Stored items
--------------------------------------------------

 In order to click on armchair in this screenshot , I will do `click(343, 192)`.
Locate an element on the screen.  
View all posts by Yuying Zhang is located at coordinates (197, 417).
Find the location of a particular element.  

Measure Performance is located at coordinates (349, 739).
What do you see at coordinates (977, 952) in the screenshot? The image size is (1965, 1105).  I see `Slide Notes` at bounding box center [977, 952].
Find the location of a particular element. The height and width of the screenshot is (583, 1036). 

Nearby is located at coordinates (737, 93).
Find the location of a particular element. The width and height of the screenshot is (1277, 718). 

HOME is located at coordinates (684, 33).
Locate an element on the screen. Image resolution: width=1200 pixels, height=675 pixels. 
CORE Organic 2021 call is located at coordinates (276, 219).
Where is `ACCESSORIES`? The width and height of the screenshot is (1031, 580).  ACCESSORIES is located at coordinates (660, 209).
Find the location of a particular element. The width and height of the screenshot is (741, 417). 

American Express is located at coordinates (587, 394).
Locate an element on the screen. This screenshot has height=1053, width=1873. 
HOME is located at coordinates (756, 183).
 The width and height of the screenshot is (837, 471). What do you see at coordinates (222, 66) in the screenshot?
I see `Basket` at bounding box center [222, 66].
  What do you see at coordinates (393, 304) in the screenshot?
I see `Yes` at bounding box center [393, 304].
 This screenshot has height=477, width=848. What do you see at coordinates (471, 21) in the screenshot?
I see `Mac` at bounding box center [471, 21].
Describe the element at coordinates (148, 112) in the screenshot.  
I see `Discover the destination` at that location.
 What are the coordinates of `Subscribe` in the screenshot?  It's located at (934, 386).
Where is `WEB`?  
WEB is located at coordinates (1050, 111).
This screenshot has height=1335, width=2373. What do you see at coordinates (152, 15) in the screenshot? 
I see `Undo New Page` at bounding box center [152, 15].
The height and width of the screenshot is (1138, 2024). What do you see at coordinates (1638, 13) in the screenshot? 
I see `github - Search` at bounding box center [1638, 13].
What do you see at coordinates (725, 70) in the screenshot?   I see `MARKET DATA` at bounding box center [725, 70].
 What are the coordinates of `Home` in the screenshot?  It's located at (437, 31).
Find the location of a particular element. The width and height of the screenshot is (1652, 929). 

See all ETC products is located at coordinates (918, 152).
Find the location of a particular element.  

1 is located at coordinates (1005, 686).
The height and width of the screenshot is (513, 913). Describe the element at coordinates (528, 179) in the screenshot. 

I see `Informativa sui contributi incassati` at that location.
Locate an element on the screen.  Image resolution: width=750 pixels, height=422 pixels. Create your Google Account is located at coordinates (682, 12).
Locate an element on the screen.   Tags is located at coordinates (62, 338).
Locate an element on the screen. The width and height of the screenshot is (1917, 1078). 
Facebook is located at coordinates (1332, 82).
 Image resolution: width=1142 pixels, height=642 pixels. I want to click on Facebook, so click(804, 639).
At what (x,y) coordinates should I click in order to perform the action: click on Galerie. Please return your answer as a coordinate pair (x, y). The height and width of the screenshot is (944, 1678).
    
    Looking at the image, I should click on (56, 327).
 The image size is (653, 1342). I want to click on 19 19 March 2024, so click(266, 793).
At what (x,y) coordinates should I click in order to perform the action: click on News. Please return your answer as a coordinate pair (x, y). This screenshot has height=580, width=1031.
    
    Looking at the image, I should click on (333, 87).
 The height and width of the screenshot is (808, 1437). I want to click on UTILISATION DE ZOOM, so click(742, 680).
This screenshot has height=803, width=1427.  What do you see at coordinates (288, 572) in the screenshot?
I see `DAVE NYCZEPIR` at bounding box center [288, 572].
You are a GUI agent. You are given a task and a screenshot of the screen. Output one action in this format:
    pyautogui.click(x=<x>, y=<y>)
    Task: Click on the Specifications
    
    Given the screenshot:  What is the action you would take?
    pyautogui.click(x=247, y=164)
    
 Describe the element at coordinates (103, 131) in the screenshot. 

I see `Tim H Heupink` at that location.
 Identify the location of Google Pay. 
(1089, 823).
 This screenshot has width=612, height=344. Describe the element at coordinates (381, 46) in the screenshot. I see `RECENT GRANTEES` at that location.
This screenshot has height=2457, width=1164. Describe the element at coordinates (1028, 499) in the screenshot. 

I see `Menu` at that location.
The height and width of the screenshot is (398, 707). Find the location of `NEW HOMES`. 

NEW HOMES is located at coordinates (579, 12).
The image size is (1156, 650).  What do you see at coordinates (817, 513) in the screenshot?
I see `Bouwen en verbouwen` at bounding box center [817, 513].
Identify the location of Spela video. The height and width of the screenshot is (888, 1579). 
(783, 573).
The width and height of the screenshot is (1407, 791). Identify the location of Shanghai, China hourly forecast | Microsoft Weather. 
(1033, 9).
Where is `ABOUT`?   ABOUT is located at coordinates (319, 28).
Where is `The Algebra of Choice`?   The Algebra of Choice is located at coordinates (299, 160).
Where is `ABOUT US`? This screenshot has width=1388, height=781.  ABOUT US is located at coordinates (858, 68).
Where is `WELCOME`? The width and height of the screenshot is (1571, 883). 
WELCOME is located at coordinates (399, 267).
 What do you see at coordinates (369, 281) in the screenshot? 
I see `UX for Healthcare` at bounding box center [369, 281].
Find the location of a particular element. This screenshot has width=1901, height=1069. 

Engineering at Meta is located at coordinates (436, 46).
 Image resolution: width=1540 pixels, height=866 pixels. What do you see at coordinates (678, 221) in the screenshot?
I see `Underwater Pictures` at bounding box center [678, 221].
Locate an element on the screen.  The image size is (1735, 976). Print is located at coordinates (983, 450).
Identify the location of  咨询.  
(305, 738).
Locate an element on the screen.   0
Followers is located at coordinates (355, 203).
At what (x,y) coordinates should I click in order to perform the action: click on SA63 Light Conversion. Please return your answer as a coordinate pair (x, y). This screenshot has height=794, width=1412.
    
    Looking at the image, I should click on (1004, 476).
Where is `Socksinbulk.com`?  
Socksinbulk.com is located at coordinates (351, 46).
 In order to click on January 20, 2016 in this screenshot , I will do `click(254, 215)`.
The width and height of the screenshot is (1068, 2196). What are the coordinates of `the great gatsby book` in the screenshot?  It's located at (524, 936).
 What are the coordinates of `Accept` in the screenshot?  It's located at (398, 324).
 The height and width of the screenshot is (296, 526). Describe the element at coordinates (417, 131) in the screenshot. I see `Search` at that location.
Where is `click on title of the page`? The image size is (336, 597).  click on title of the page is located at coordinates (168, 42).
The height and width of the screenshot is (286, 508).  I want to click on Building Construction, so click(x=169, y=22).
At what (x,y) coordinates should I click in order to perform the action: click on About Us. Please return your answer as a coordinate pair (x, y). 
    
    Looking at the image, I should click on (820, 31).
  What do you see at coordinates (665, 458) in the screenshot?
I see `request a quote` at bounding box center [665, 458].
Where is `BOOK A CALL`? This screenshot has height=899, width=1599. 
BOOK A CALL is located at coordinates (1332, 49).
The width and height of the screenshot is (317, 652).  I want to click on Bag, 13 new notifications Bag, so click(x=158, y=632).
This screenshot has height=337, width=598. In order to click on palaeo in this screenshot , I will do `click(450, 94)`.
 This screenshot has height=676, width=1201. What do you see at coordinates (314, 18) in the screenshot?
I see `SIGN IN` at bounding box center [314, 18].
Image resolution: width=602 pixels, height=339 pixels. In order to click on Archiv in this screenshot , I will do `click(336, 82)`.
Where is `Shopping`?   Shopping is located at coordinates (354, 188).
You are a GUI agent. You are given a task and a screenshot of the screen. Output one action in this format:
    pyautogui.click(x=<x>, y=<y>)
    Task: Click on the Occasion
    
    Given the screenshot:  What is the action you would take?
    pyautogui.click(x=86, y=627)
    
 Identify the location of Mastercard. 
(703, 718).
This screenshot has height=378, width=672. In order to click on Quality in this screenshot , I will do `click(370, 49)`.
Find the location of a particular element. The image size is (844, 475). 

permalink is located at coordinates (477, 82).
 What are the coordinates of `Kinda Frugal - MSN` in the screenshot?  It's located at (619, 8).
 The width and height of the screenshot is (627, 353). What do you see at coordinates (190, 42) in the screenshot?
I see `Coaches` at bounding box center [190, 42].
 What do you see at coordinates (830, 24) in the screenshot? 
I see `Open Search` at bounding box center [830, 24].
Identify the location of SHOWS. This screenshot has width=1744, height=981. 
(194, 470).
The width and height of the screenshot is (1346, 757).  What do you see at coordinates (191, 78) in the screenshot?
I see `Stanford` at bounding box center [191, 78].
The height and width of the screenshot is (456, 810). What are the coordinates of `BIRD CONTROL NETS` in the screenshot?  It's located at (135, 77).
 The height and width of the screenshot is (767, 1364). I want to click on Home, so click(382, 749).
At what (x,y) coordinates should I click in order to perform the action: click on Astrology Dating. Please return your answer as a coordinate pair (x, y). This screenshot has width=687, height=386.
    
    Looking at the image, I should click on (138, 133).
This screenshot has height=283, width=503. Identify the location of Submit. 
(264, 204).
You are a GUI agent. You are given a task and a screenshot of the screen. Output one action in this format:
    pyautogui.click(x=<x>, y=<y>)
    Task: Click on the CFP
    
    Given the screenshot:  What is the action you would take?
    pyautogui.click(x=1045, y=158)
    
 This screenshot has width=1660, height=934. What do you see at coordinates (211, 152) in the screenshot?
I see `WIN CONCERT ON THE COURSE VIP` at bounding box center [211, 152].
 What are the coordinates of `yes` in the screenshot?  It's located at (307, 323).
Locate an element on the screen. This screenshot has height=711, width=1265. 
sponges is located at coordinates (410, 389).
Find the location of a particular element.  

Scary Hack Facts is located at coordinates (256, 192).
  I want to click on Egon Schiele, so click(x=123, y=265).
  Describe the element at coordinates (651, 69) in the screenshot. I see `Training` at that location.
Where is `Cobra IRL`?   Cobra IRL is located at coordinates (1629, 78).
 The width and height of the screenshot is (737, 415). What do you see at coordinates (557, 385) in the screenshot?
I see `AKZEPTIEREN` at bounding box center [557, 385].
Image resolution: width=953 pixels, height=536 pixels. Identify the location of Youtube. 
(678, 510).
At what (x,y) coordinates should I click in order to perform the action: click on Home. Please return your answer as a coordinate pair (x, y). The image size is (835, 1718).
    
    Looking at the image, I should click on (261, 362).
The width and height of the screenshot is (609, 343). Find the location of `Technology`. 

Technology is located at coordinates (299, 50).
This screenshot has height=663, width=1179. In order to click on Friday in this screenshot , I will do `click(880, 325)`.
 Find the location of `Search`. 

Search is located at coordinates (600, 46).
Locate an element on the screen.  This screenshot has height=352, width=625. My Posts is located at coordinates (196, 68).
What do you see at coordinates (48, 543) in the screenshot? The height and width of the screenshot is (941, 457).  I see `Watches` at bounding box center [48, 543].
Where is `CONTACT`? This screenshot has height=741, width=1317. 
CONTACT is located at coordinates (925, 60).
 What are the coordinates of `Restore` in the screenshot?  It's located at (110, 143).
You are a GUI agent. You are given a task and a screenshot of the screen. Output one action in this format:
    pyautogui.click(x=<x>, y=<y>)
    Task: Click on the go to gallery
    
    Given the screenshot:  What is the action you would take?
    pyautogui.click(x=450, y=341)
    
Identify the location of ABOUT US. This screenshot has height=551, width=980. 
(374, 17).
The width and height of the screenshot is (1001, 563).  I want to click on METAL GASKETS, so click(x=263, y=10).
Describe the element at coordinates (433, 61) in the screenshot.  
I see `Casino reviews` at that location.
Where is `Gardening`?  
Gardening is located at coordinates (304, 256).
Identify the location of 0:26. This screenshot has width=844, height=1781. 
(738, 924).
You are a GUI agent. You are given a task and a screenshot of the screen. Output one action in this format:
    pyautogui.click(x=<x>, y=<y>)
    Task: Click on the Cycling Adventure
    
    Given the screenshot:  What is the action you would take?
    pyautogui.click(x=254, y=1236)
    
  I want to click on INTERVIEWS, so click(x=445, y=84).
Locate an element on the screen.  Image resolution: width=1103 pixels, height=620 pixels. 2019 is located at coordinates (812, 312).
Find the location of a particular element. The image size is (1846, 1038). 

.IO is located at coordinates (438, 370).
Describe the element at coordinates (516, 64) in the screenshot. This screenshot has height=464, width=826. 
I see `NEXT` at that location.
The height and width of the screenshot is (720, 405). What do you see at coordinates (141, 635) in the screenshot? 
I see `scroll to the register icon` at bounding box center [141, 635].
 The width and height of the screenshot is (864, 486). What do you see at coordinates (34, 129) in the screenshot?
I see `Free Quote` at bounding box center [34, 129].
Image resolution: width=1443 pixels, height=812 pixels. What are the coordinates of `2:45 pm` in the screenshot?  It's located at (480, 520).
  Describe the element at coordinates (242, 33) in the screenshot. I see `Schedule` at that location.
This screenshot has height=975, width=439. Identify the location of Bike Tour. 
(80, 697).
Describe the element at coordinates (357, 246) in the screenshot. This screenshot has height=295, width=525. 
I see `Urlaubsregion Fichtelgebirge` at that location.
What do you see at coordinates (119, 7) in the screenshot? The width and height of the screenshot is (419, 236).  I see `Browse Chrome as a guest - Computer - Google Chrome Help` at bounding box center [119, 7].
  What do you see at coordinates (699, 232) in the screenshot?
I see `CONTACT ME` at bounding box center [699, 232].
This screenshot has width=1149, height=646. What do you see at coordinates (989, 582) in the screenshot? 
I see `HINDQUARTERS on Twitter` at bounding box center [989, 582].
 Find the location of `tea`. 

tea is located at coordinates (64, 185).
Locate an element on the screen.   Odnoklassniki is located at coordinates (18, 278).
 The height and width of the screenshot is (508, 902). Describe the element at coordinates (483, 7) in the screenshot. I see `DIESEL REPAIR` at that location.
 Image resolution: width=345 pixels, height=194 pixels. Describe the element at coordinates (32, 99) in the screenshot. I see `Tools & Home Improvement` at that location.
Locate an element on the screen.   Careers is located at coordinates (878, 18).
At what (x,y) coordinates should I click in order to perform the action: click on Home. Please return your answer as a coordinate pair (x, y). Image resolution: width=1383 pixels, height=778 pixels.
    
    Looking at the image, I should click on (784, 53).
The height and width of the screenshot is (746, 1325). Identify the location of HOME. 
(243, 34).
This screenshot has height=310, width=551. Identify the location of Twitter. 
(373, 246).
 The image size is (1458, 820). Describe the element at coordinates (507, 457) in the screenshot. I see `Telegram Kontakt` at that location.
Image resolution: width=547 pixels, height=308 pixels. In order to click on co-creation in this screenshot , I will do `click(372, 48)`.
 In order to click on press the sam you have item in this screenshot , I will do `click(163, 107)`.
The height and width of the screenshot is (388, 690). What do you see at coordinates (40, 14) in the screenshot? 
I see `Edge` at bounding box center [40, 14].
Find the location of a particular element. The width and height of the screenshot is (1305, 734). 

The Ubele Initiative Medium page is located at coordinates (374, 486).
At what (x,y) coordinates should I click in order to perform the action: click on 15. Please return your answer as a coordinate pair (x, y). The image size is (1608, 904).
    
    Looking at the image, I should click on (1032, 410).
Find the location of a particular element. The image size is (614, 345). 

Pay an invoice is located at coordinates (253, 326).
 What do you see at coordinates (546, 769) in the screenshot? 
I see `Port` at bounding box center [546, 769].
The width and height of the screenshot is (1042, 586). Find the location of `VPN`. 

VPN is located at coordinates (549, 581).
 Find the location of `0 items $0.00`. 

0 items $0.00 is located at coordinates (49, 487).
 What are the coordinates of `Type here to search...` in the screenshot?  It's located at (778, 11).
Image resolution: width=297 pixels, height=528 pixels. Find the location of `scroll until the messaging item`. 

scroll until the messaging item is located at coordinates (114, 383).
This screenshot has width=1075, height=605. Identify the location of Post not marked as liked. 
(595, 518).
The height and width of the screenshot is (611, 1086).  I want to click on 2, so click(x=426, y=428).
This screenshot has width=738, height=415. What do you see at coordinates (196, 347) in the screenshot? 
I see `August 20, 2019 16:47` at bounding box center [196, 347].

--------------------------------------------------

Word for word, copy the line containing "This screenshot has width=738, height=415." and each line after it to the end of the records, and nothing besides.

This screenshot has width=738, height=415. What do you see at coordinates (196, 347) in the screenshot? 
I see `August 20, 2019 16:47` at bounding box center [196, 347].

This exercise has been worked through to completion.